Friday, May 21, 2004

India still shines despite politics

India still shines despite politics

Courtesy - Umesh Desai and Muralikumar Anantharaman (Reuters)

India's long-term growth prospects under a reformist prime minister outweigh any short-term setback from the incoming government's retreat on privatisation, big foreign investors believe.

Fund managers with investments in India said they expect domestic bourses to remain volatile until the Congress Party-led coalition secures its alliance and articulates its economic plan.

But they see promise in the long run.

"The market fall misses the point that the corporate and economic story is still strong," said Devan Kaloo, Singapore-based fund manger at Aberdeen Asset Mangement, which has $400 million in Indian assets.

"We have little doubt that over the next 12-24 months the Indian market will outperform the rest of the region," he said, adding that aside from privatisation and rural focus the new government's reform agenda would not change.

Even as the fund managers met, India's prime minister designate, Manmohan Singh, held crisis talks with powerful coalition partners after a dispute over cabinet posts erupted a day before his inauguration.

India's bellwether BSE SENSEX reacted to the developments by gyrating within a 174-point range before settling up about half a percent from where it started the day.

Traders and investors have mainly been focused on whether the new government will follow through on the previous government's plan to privatise many state-owned companies.

When the rural backlash against the Hindu nationalists swept the Congress Party-led, communist-backed coalition into power, traders initially panicked.

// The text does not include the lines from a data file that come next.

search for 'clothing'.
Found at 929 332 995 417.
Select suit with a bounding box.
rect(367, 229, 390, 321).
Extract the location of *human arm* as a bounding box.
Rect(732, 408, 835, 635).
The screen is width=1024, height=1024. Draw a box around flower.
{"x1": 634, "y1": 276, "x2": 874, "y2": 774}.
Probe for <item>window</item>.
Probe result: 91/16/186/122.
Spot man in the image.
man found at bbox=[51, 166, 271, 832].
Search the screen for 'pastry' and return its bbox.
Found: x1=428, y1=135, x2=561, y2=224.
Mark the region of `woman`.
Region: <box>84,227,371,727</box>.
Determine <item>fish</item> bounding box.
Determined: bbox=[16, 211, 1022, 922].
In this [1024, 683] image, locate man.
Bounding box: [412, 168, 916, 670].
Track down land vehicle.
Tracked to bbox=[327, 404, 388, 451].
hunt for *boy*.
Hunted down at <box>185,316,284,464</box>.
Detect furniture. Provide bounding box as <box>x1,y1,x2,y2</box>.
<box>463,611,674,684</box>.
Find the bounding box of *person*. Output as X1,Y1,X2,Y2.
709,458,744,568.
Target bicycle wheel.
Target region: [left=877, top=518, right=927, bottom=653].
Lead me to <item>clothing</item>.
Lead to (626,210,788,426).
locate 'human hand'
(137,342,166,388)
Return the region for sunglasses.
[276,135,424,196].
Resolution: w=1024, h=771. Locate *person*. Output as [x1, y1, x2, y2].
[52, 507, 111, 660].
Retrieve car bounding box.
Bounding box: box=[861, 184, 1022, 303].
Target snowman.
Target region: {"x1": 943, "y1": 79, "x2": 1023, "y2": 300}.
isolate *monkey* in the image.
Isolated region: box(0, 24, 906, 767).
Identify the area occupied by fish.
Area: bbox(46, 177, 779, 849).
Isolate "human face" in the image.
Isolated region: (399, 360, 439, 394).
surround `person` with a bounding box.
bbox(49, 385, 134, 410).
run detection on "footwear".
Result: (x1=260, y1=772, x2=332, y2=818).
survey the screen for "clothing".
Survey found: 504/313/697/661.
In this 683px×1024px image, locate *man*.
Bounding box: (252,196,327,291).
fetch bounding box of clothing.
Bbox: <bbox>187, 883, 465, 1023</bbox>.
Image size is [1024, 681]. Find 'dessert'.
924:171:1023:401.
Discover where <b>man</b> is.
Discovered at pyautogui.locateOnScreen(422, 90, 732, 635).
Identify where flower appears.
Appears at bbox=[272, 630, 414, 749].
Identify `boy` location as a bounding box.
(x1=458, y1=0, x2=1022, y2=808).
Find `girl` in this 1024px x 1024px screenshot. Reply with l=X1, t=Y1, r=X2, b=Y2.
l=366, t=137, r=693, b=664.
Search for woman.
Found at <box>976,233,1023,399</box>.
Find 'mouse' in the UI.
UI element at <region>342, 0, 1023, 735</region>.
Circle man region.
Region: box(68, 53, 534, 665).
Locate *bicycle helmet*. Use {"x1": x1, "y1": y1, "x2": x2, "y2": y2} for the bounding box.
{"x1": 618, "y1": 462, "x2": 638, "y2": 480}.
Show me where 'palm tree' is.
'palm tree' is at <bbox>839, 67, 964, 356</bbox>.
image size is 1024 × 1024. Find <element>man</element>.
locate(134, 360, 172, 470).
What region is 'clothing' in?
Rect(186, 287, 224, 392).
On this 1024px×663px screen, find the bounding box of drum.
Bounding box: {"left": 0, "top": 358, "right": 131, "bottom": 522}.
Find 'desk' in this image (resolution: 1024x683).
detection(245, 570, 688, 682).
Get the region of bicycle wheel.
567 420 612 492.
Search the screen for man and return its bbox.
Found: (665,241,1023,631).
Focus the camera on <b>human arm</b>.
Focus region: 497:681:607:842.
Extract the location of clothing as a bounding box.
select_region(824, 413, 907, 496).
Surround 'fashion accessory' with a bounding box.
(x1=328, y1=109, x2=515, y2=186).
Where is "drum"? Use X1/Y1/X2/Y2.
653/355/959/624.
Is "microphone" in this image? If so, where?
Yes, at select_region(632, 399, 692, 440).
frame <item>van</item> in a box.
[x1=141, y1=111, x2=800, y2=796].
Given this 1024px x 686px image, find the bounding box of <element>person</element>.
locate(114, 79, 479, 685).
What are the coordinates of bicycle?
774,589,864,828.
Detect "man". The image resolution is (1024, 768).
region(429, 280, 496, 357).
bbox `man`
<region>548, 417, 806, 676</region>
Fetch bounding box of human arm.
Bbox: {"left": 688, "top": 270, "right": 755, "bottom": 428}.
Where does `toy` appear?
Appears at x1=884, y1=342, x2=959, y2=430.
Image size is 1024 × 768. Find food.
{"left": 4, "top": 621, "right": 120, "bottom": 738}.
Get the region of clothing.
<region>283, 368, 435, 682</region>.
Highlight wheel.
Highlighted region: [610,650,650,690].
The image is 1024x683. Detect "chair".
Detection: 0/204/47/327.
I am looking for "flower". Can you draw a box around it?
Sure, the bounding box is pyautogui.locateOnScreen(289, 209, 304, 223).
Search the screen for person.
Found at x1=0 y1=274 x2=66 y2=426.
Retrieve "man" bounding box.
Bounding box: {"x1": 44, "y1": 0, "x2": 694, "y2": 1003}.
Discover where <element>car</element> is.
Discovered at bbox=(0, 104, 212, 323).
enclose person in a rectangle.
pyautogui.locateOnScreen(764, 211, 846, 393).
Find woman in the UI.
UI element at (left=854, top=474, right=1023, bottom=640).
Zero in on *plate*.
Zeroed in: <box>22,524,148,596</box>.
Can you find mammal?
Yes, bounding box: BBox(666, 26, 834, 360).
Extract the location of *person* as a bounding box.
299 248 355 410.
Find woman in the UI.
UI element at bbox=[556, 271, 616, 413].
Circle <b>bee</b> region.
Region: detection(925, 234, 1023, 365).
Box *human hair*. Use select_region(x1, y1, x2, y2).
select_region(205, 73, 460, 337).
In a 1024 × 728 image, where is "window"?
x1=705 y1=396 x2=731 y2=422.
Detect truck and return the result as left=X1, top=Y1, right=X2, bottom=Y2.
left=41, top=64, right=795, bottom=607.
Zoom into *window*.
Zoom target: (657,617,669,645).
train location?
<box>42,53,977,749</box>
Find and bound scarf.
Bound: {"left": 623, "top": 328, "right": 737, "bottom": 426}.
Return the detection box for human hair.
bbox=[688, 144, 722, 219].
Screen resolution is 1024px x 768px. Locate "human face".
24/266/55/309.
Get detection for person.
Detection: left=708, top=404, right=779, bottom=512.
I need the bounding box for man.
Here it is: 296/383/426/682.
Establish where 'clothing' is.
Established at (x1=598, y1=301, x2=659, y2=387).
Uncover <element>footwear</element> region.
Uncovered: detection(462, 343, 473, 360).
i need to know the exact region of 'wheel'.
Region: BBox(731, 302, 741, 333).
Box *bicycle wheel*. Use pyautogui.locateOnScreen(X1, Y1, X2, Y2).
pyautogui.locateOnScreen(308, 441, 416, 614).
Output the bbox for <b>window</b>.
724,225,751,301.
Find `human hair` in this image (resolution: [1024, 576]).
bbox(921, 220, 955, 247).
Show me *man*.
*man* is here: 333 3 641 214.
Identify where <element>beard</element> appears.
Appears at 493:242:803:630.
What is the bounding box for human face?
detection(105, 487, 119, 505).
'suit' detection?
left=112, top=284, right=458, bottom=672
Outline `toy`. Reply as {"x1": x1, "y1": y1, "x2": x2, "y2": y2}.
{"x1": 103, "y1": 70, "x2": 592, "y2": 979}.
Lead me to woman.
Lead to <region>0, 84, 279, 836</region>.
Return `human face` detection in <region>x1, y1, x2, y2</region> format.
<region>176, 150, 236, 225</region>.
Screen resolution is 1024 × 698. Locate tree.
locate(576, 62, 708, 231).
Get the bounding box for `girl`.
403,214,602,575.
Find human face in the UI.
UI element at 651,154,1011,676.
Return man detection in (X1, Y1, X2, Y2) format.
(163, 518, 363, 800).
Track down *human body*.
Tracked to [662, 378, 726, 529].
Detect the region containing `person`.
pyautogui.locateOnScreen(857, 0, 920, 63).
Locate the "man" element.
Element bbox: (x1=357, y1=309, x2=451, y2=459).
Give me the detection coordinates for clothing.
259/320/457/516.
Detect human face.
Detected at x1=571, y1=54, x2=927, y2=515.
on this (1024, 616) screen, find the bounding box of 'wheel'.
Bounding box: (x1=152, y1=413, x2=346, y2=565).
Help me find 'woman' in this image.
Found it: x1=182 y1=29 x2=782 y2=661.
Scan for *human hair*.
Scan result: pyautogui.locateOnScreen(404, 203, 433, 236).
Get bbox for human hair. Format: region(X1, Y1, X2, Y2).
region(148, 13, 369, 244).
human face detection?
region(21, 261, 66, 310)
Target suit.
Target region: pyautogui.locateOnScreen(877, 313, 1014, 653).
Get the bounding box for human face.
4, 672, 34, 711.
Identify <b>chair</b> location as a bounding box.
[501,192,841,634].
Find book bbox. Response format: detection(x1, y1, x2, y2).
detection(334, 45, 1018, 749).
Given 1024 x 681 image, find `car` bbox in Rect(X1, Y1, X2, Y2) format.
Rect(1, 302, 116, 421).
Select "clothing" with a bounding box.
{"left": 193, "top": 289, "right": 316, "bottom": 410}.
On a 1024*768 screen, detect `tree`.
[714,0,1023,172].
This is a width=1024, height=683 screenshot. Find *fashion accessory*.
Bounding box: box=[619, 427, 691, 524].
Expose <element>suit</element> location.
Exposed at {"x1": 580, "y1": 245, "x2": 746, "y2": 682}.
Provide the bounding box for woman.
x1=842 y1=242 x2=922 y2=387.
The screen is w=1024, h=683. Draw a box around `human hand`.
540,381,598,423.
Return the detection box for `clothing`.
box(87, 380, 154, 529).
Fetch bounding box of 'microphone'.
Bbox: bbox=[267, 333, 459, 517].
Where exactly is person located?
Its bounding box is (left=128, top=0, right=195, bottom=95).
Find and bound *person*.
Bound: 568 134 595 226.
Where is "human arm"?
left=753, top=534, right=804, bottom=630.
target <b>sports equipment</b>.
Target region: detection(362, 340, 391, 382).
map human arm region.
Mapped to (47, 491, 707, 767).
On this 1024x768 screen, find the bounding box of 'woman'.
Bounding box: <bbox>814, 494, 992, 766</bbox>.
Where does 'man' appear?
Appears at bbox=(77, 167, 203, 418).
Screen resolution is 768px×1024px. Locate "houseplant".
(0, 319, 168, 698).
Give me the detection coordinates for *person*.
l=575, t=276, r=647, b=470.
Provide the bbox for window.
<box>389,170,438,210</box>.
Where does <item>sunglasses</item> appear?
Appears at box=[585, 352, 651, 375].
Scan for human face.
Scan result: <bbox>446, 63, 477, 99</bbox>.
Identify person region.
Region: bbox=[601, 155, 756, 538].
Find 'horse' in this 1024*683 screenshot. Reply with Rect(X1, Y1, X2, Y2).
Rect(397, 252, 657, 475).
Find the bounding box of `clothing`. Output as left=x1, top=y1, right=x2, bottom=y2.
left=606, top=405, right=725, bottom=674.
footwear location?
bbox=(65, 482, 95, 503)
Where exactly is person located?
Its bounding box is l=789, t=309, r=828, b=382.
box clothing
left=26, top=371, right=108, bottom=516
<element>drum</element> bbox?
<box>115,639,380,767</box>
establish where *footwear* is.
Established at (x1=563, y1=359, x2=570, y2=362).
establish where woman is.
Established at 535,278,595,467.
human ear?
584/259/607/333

On Monday, the Bombay index sank as much as 17 percent from the previous close, its biggest intra-day drop ever, before turning back up.

Prime minister-designate Singh's has since said that only loss-making state firms will be privatised and that state-run banks would remain in the public sector.

"That is a setback...but it takes away only a little bit of the sheen, not all," said U.S.-based Brad Durham, managing director for fund research at Emerging Portfolio Fund Research.

"A rising middle class and a growth rate that competes with China are just some of the reasons why India is a long term story," he said, adding that Singh's role in dismantling the pre-1990 state controls on the economy was also key.

India's economy grew by 8.1 percent in the fiscal year ended March 2004, and analysts say that sustained demand for cars, houses and durable goods from its billion-plus people will create growth of another seven percent in 2004/05.

"India has always had an attractive bottom-up investment case," said Vijay Tohani, U.K.-based portfolio manager at First State Investments, explaining why foreign investors were enticed by the country.

"However, recently it has benefited from an improving macro-story with a pick-up in the pace of reforms, record low interest rates and an improving credit cycle."

In 2003, foreign funds pumped $7.7 billion into Indian debt and equities, the highest since they were first allowed to invest there, making the Bombay Stock Exchange Asia's second-best performer in that year. But just in a matter of days, some $53 billion has now been lopped off the market capitalisation of Asia's oldest bourse.

Several analysts said that when the rhetoric of the newly elected government dies down, reforms will continue on the same path because the decade-old programme had given India a 7-8 percent annual growth rate, among the highest in the world.